New AI applications have to be transparent about their usage, capabilities and limits while always adhering to privacy regulations.

Research has shown that widely used techniques like anonymization are simply not enough to really guarantee privacy. New approaches have since been developed and proposed such as Differential Privacy, Federated Learning, Secure Multi-Party Computation or Homomorphic Encryption.

For example, Differential Privacy is a strong, mathematical definition of privacy in machine learning analysis. It „mathematically guarantees that anyone seeing the result of a differentially private analysis will essentially make the same inference about any individual’s private information, whether or not that individual’s private information is included in the input to the analysis.”

By using Differential Privacy, we as people, gain the ability to really control and govern the information leaked to external parties about our private information. By measuring the loss of privacy the data owner can properly oversee and control the data and the insights.

A platform for trustworthy AI

The new EU regulation for Artificial Intelligence can, if properly deployed, lead to more user trust in AI applications as well as more business security for companies following the rules. But regulation alone won’t change anything. Companies and AI developers need processes and tools that can be used to assess and support compliance.

To make AI regulation a success and enable companies to build truly trustworthy AI applications, one needs a software platform that

  • helps implement processes to develop ethical AI
  • ensures strong data privacy guarantees
  • enables companies to assign and monitor roles and access
  • provides a solid enterprise grade environment for trusted AI development

First, to reach the goal of deploying responsible AI applications, it is not enough to have management implement a few policy guidelines or integrate self-assessment questionnaires at the end of each development cycle. Rather, ethical AI can only be successful if it is implemented directly into the development process itself. The software platform helps data scientists, machine learning experts and software developers to follow the rules of AI regulation directly while developing the AI solutions. This way the development stands on solid grounds and the AI applications don’t have hidden holes or black boxes and are therefore trustworthy.

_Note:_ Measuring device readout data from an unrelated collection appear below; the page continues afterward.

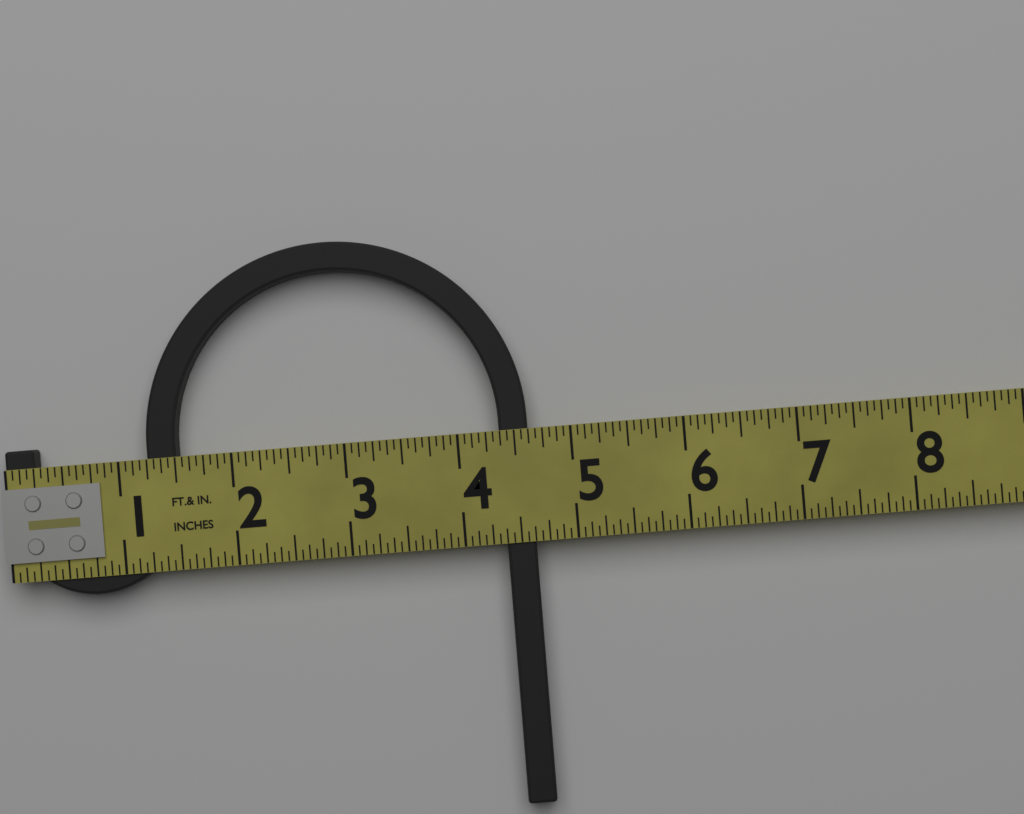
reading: 4.6250 in
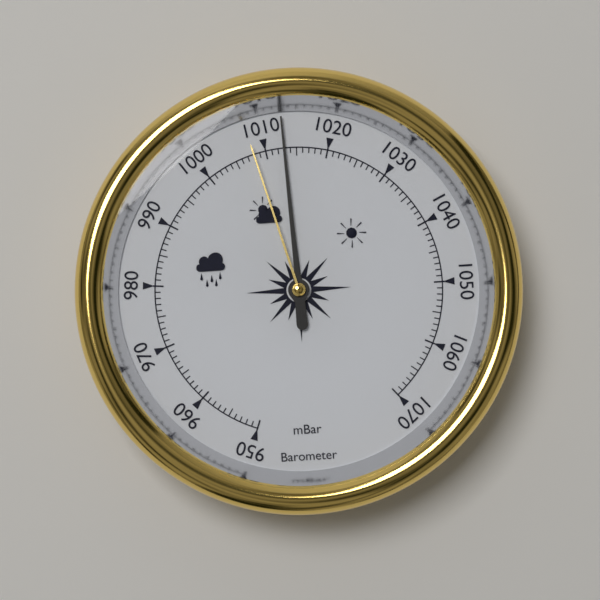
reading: 1013 mbar
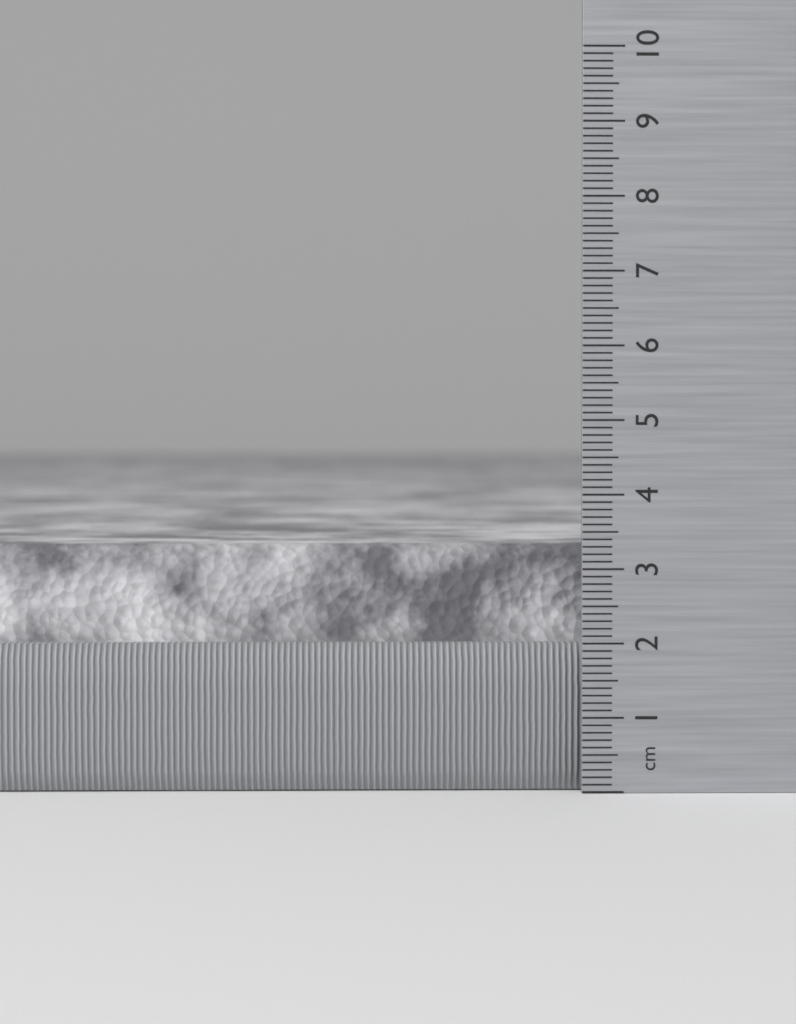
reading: 3.3 cm
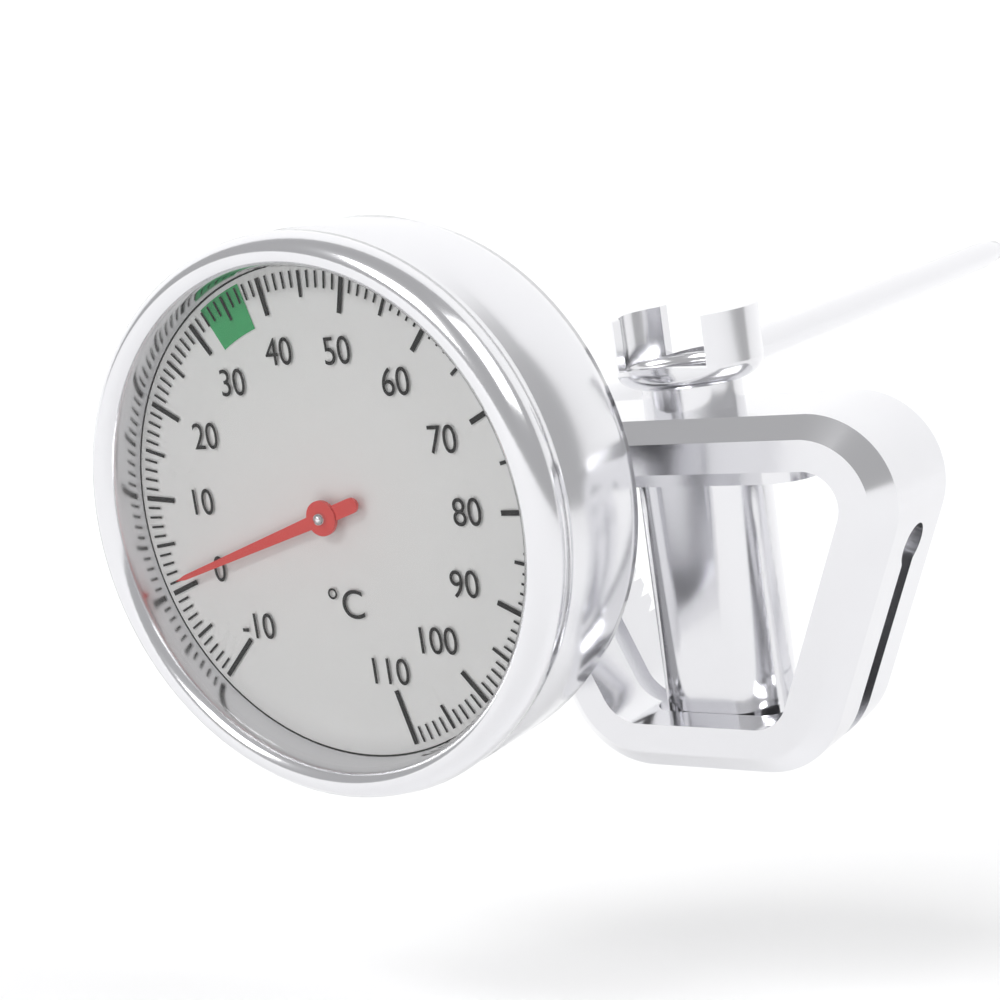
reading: 1 °C
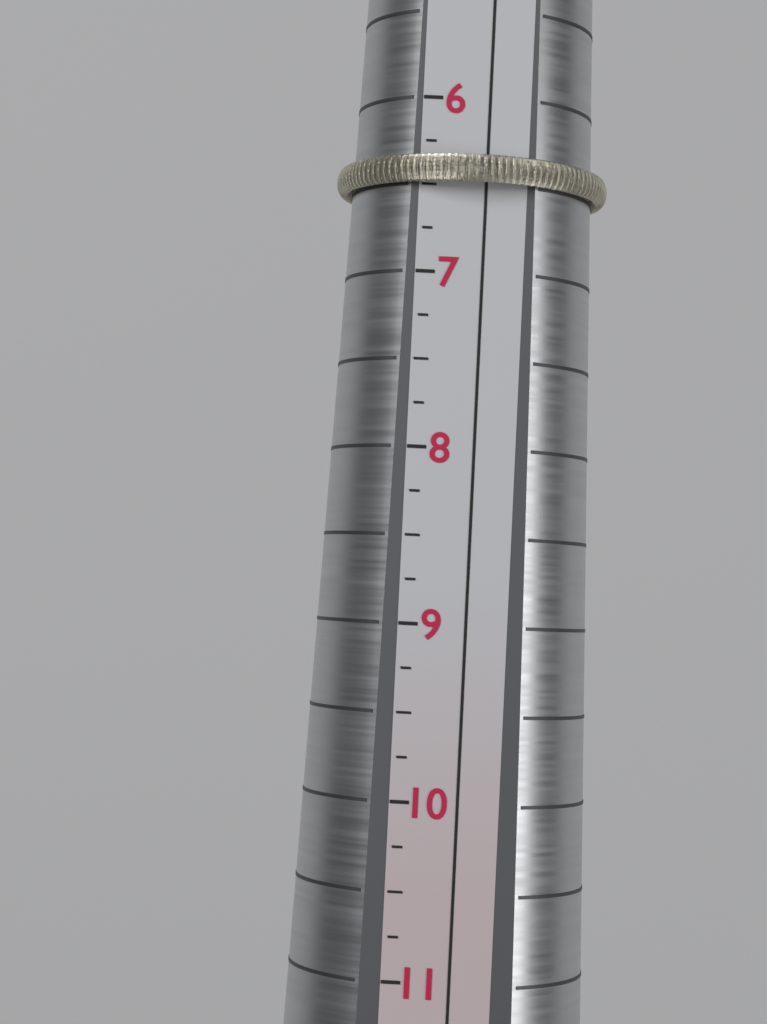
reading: 6.50 (no unit)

Second, the platform should implement guard rails and strict technical measures to ensure the highest level of data protection and data privacy. Since machine learning (as the most successful field of AI) depends heavily on data, protecting the data sets used from misuse or accidental disclosure is one of the most important functions of responsible AI development. There are many technical measures on the side of IT security as well as software or machine learning development that must be implemented in the development environment in order to ensure all data is securely protected at all times.

Implementing processes to comply with ethical AI rules also requires a clear understanding of responsibilities, roles, scopes and requirements. A software platform can help reduce the effort involved in tracking access rules, task assignments, and scoped development installments. It can also provide advanced auditing mechanisms so that human supervisors can easily keep track of all oversight duties during the development, deployment, and operations of AI.

After all, only a full scaled software development platform for ethical AI can provide the required enterprise-grade robustness and support that organizations need to securely build trusted applications. Tools and frameworks will become more accessible as corporates, research institutions and universities focus on certain aspects of the EU regulatory agenda. The first tools for explainable AI are already available that cover certain angles quite well, for example. However, companies need more than a handful of tools to reliably comply with EU regulations. The platform therefore offers all the necessary pillars: thoroughly implemented and certified processes, highest data protection guarantees, integrated secure development environments and policy-based collaboration. Backed by constant updates and a trustworthy enterprise support.